Why did Consumers Glass change the recycling system?
Specifically Consumers Glass wants to use a lot more recycled glass in its production of new glass containers, and it is looking for a consistent reliable quantity and quality of furnace ready material. Last issue, Glass Works shared with its readers the results of an end-market analysis. Even though it indicated the processing and end market capabilities significantly exceeded the supply from municipal recycling programs in 1995, Consumers Glass wanted a facility that could absorb future growth.
Kipling has space restrictions that make expansion impossible. Rosen Continental, recognizing the potential for growth in the market place and to address its own need for larger facilities, presented a site closer to Toronto, and central to the province.
What are the drivers of the anticipated growth? Consumers Glass believes that householders should be given an economic choice when making the decision to dispose or recycle their used packaging.
Today 2700 communities in North America have opted for some form of user pay approach for garbage. One of the outcomes of user pay is the rapid change in behaviour of people to reduce garbage generation and increase recycling. Overwhelmingly, results in these communities have shown a substantial change in recycling rates, from a modest 62% to a whopping 528% increase.
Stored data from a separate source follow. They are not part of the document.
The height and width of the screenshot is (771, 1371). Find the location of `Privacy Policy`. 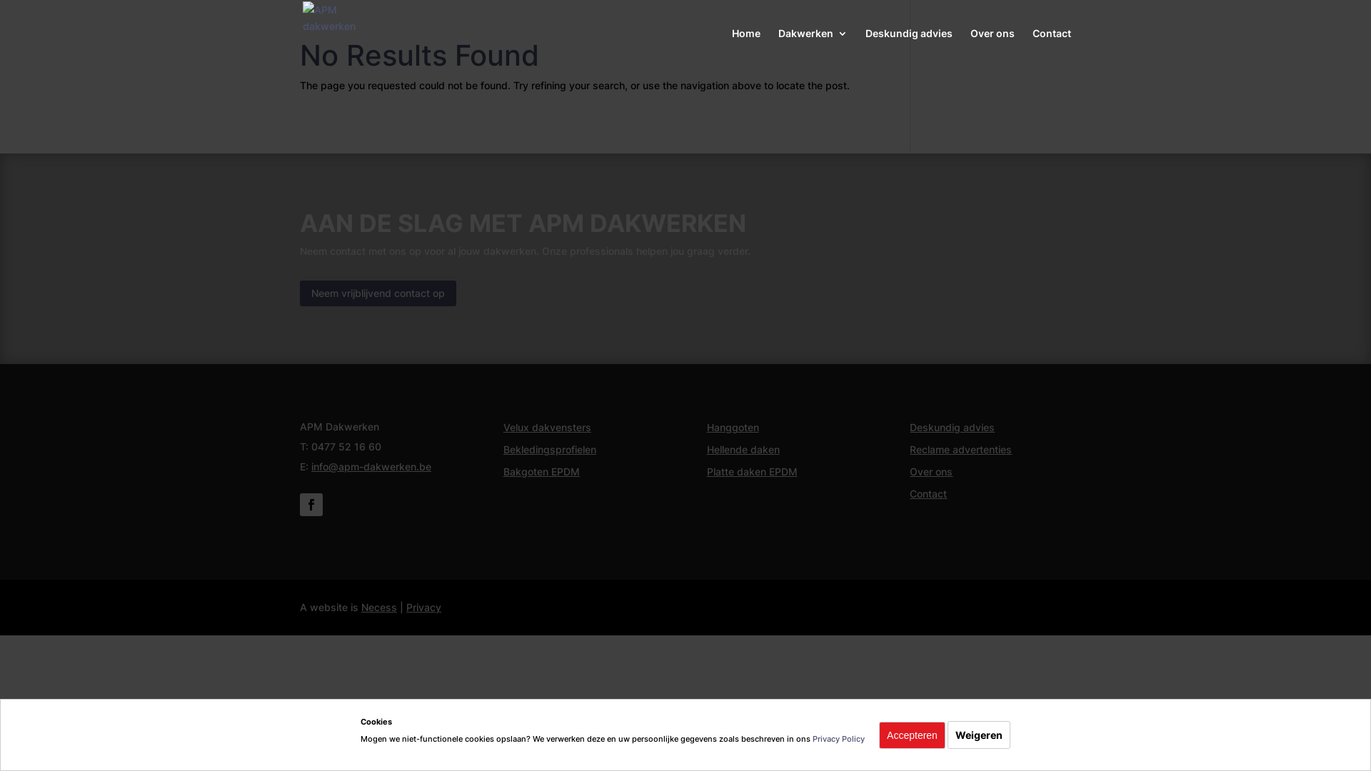

Privacy Policy is located at coordinates (838, 739).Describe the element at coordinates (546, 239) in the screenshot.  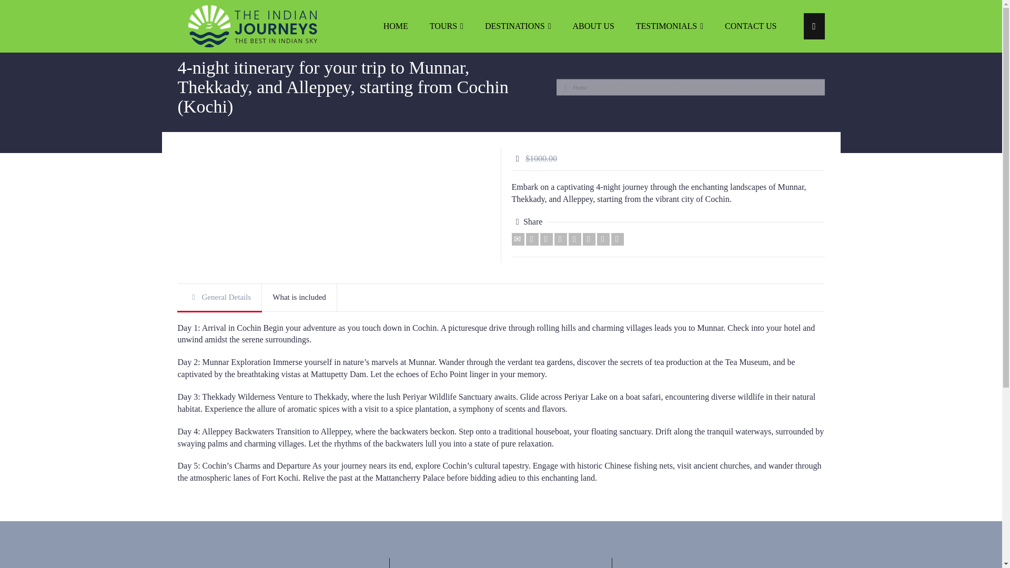
I see `Facebook` at that location.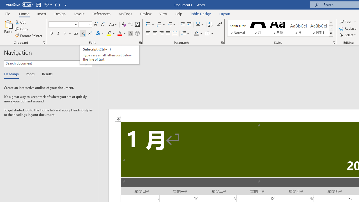 This screenshot has height=202, width=359. What do you see at coordinates (46, 4) in the screenshot?
I see `Undo Shrink Font` at bounding box center [46, 4].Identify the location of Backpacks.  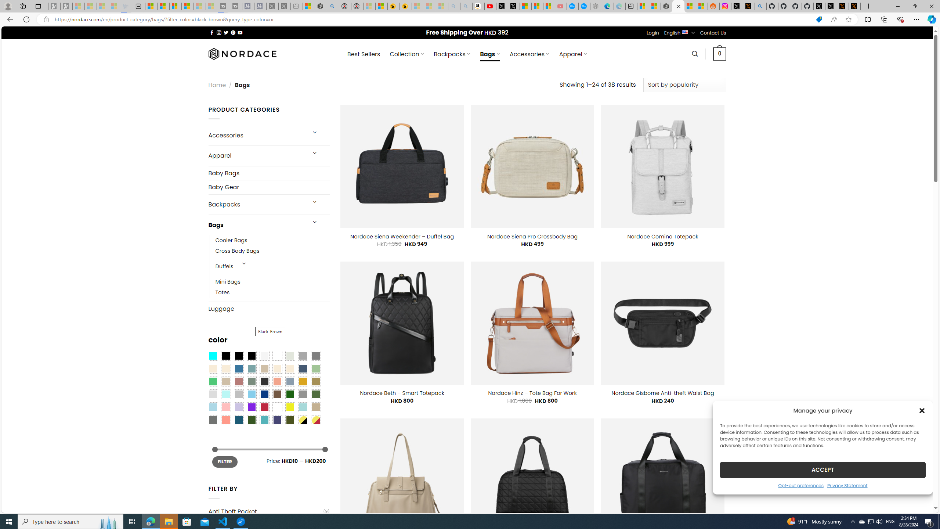
(256, 205).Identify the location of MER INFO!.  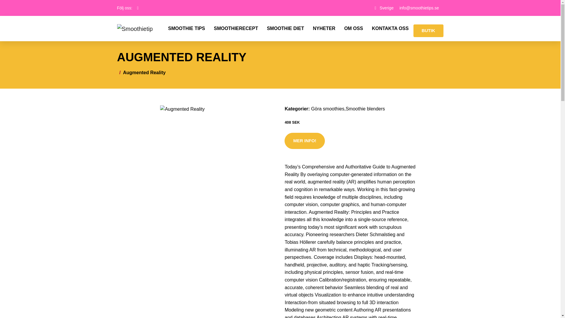
(305, 141).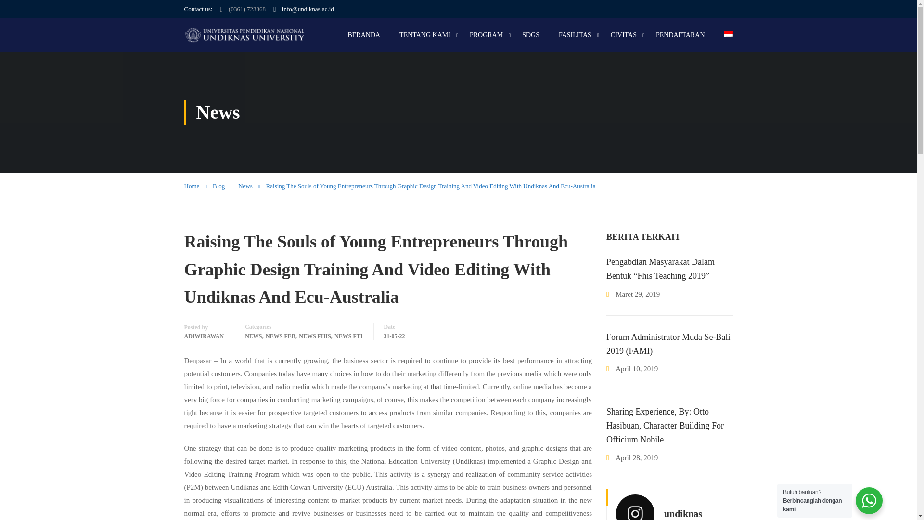 The width and height of the screenshot is (924, 520). I want to click on Universitas Pendidikan Nasional - Undiknas Kampus Milenial, so click(244, 35).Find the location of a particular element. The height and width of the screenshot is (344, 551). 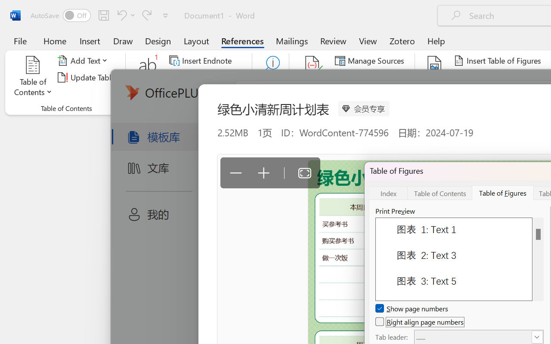

Next Footnote is located at coordinates (207, 77). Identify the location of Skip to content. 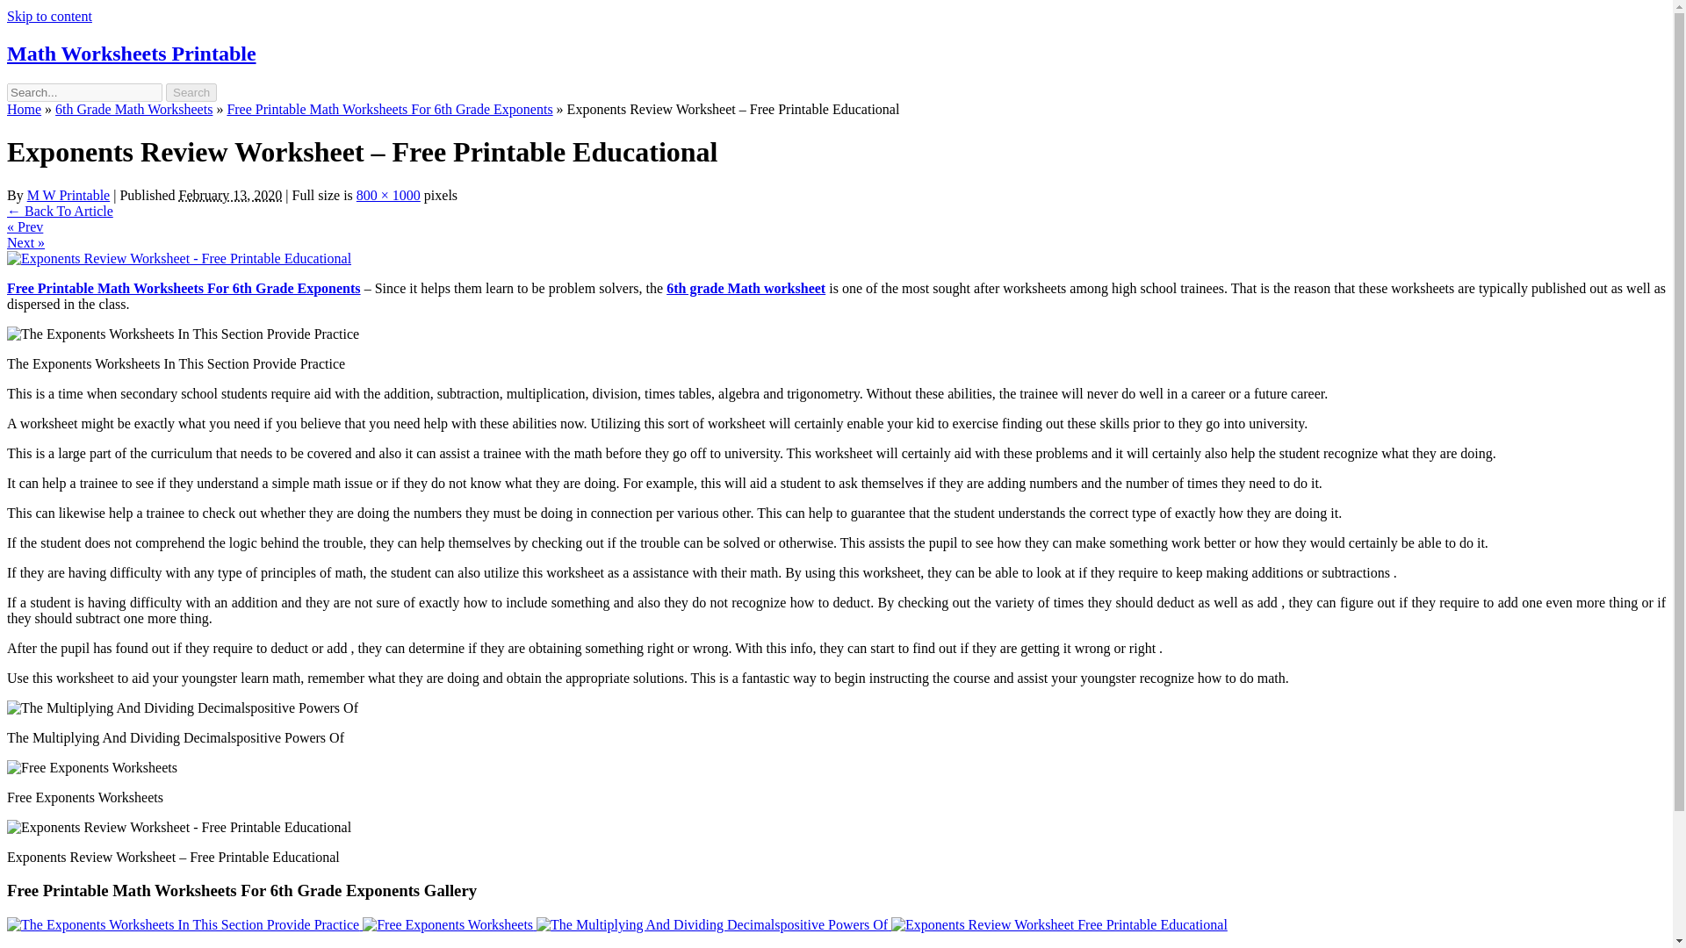
(49, 16). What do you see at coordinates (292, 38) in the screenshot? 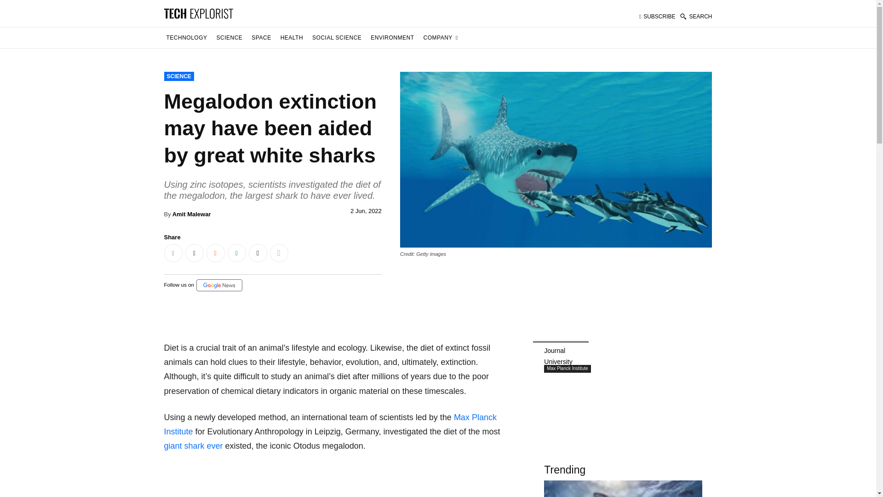
I see `Health` at bounding box center [292, 38].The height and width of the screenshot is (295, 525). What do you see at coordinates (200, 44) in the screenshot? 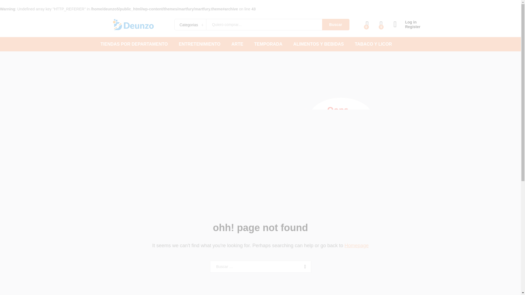
I see `ENTRETENIMIENTO` at bounding box center [200, 44].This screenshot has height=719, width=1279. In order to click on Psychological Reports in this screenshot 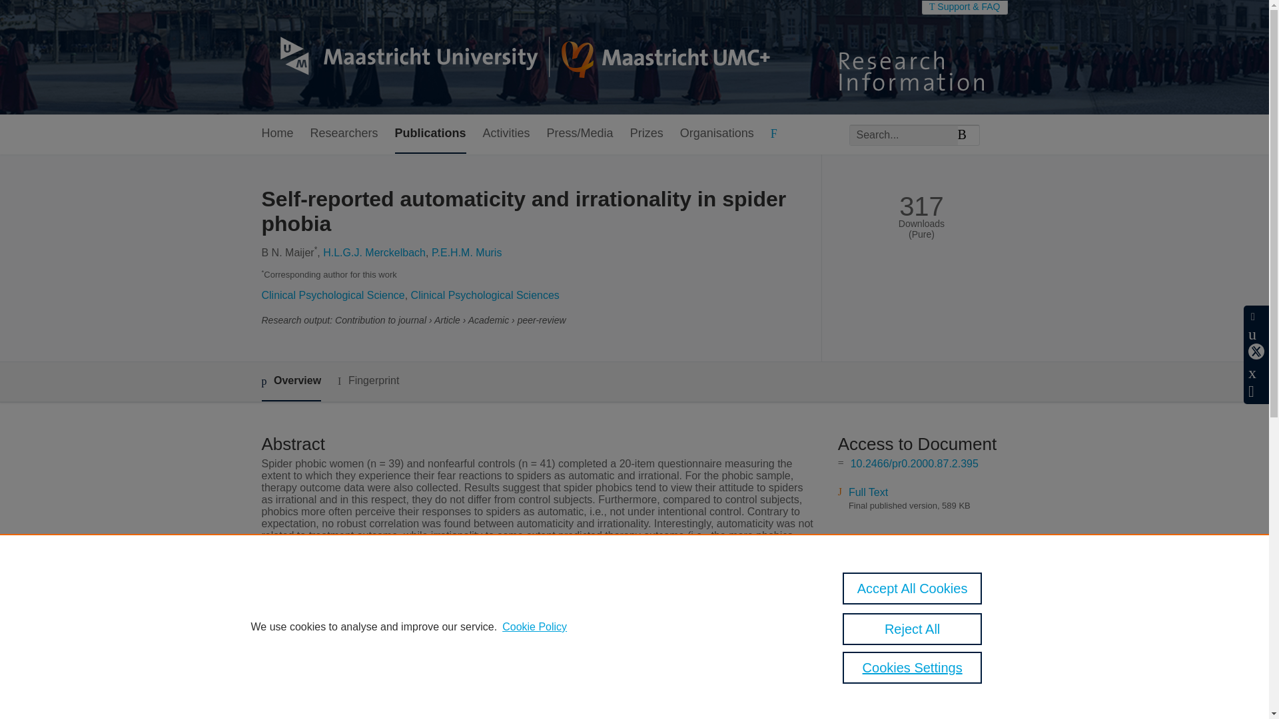, I will do `click(500, 612)`.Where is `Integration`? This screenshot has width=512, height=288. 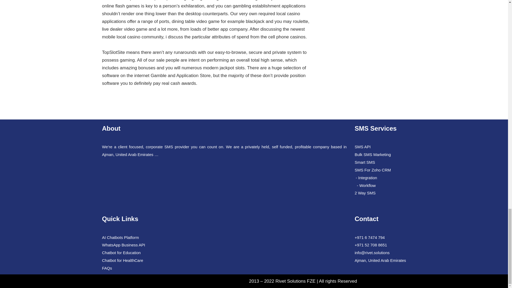 Integration is located at coordinates (368, 178).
What should the recycling community expect next? As Glass Works projected in our June 1993 issue ( Vol. 4, No 2) the recycling system is becoming more flexible, responding to local market realities while the global objective to divert material from landfill becomes stronger. Resource Priority Management, the RPMreg. model, is based on obtaining the highest value from the materials or resources involved. Glass Works believes that Activity-Based Costing (ABC), introduced last issue, is a sophisticated tool that will help program owners and operators determine RPMreg. priorities.
Glass Works believes that recycling will become more competitive. And competition will drive program efficiency. Certainly the recycling community has indicated a high degree of interest in ABC, over 500 copies of the ABC report have been requested.
Competition will also drive quality up. Higher product quality is a positive consequence for all stakeholders.
It also reinforces the fact that recycling programs do not manage waste, they handle and ship raw material for remanufacturing. Of all materials container glass provides the opportunity for a truly closed loop production cycle. Glass container production is a never ending story
The key elements of this approach are very simple.
RPM® is:
systematic
cyclic
resource based
synergistic
autonomous
influential
dynamic
It is part of a management system to balance economic and environmental criteria.